Abstract

The study attempts to examine the symmetric and the asymmetric impact of volatility of economic growth on the inequality of income in the major ASEAN economies over the period 1980–2015. Financial development, trade openness as a proxy of globalization, inflation, human capital formation, and fiscal policy are utilized as major control variables. The paper tries to explore the causal association between inequality of income distribution and economic growth volatility, exploring simultaneously the long-run association and the short-run dynamics in the time series structure. The study applied Clemente–Montanes–Reyes unit root test to identify the structural break in the time series. Further, the cointegrating relationship of the time series observations was explored by applying the ARDL (linear) bounds test approach along with the nonlinear ARDL for making fruitful comparisons in the long-run relationship among the variables. The countries chosen are Malaysia, Indonesia, Thailand, Singapore and The Philippines. The empirical findings strongly suggest a long-run cointegrating relationship between income inequality and growth volatility with a positive and statistically significant impact. Also, the causality analysis was explored using the Toda and Yamamoto (1995) method of Granger causality. The causality test shows that there exists bidirectional causality from inequality transmission to economic growth volatility. The implications that are developed from this study helps us to understand the various policy reforms in the ASEAN region, that are more transparent and can make these economies less susceptible to risks.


**Work to complete**
Ignoring the pictures, repeat every entry below exactly as it appears.

Page and application data records:
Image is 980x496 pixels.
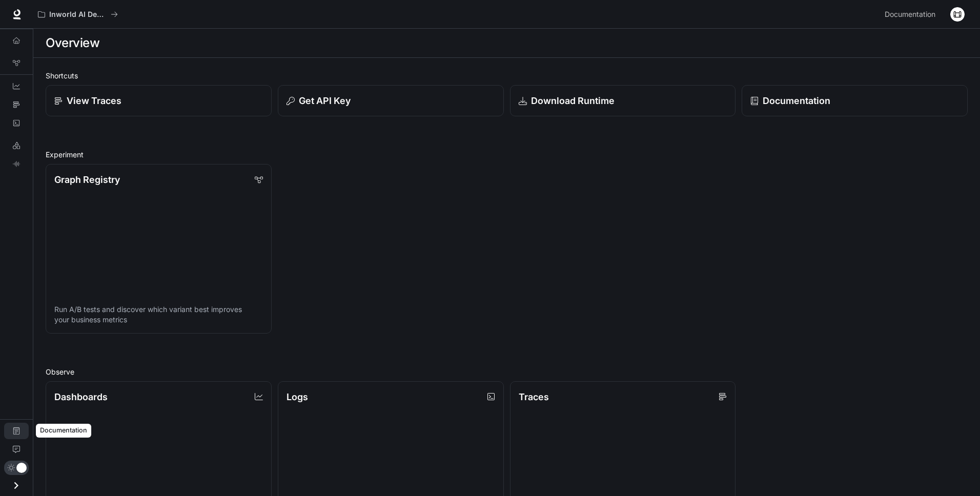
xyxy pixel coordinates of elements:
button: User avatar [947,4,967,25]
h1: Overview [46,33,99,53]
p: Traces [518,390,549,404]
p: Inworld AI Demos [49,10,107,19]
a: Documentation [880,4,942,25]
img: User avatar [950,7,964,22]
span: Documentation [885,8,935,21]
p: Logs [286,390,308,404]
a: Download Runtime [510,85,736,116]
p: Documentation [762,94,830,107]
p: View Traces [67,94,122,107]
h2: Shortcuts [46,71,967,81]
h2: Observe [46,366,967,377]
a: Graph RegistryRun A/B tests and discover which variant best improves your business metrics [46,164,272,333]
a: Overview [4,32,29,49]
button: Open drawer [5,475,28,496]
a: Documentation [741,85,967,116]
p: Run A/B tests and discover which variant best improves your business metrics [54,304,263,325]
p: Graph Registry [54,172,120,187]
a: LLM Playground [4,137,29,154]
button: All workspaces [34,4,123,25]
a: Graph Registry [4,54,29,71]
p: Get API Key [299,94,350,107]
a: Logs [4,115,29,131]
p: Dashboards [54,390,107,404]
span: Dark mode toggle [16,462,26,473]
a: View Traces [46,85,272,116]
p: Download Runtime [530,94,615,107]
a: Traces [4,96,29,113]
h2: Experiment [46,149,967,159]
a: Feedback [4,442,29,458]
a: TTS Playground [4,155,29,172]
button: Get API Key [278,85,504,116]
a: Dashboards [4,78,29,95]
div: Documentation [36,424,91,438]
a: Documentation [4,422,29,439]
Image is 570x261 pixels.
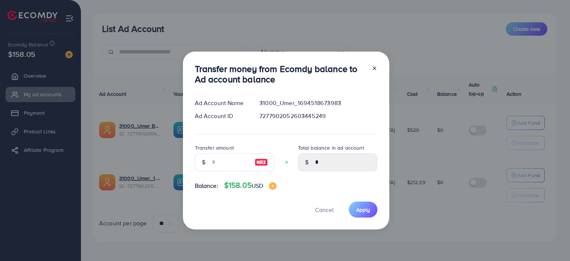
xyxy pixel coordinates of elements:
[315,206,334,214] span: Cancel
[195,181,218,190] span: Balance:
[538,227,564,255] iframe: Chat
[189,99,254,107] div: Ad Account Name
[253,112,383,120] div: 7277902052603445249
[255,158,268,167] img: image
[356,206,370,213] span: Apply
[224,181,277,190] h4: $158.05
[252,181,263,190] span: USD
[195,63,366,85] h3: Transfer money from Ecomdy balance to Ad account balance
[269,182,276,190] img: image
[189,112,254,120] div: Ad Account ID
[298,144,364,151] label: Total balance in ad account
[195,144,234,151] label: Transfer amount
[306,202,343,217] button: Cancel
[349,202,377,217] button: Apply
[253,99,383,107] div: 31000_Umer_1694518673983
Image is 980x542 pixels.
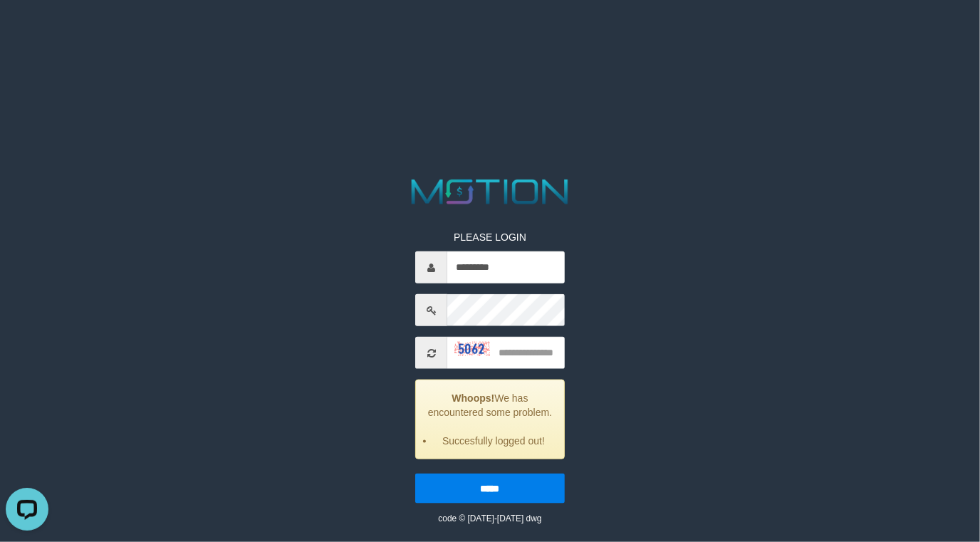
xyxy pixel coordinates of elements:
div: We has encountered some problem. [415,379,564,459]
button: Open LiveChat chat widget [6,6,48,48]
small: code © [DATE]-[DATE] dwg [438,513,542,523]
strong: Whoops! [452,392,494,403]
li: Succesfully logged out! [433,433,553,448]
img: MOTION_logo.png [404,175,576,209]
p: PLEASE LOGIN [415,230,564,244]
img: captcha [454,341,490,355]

**Finished exercise**
Image is 980x496 pixels.
xyxy pixel coordinates of elements:
button: User avatar [947,4,967,25]
h1: Overview [46,33,99,53]
p: Traces [518,390,549,404]
p: Inworld AI Demos [49,10,107,19]
a: Documentation [880,4,942,25]
img: User avatar [950,7,964,22]
span: Documentation [885,8,935,21]
p: Logs [286,390,308,404]
a: Download Runtime [510,85,736,116]
p: Documentation [762,94,830,107]
p: View Traces [67,94,122,107]
h2: Shortcuts [46,71,967,81]
h2: Observe [46,366,967,377]
a: Graph RegistryRun A/B tests and discover which variant best improves your business metrics [46,164,272,333]
a: Overview [4,32,29,49]
button: Open drawer [5,475,28,496]
a: Documentation [741,85,967,116]
p: Run A/B tests and discover which variant best improves your business metrics [54,304,263,325]
p: Graph Registry [54,172,120,187]
a: LLM Playground [4,137,29,154]
button: All workspaces [34,4,123,25]
a: Graph Registry [4,54,29,71]
p: Get API Key [299,94,350,107]
a: Logs [4,115,29,131]
p: Dashboards [54,390,107,404]
span: Dark mode toggle [16,462,26,473]
a: View Traces [46,85,272,116]
p: Download Runtime [530,94,615,107]
a: Traces [4,96,29,113]
h2: Experiment [46,149,967,159]
a: Feedback [4,442,29,458]
a: TTS Playground [4,155,29,172]
button: Get API Key [278,85,504,116]
a: Dashboards [4,78,29,95]
div: Documentation [36,424,91,438]
a: Documentation [4,422,29,439]
Image is 570x261 pixels.
xyxy pixel coordinates of elements:
[315,206,334,214] span: Cancel
[195,181,218,190] span: Balance:
[538,227,564,255] iframe: Chat
[189,99,254,107] div: Ad Account Name
[253,112,383,120] div: 7277902052603445249
[255,158,268,167] img: image
[356,206,370,213] span: Apply
[224,181,277,190] h4: $158.05
[252,181,263,190] span: USD
[195,63,366,85] h3: Transfer money from Ecomdy balance to Ad account balance
[269,182,276,190] img: image
[189,112,254,120] div: Ad Account ID
[298,144,364,151] label: Total balance in ad account
[195,144,234,151] label: Transfer amount
[306,202,343,217] button: Cancel
[349,202,377,217] button: Apply
[253,99,383,107] div: 31000_Umer_1694518673983
Image is 980x542 pixels.
xyxy pixel coordinates of elements:
div: We has encountered some problem. [415,379,564,459]
button: Open LiveChat chat widget [6,6,48,48]
small: code © [DATE]-[DATE] dwg [438,513,542,523]
strong: Whoops! [452,392,494,403]
li: Succesfully logged out! [433,433,553,448]
img: MOTION_logo.png [404,175,576,209]
p: PLEASE LOGIN [415,230,564,244]
img: captcha [454,341,490,355]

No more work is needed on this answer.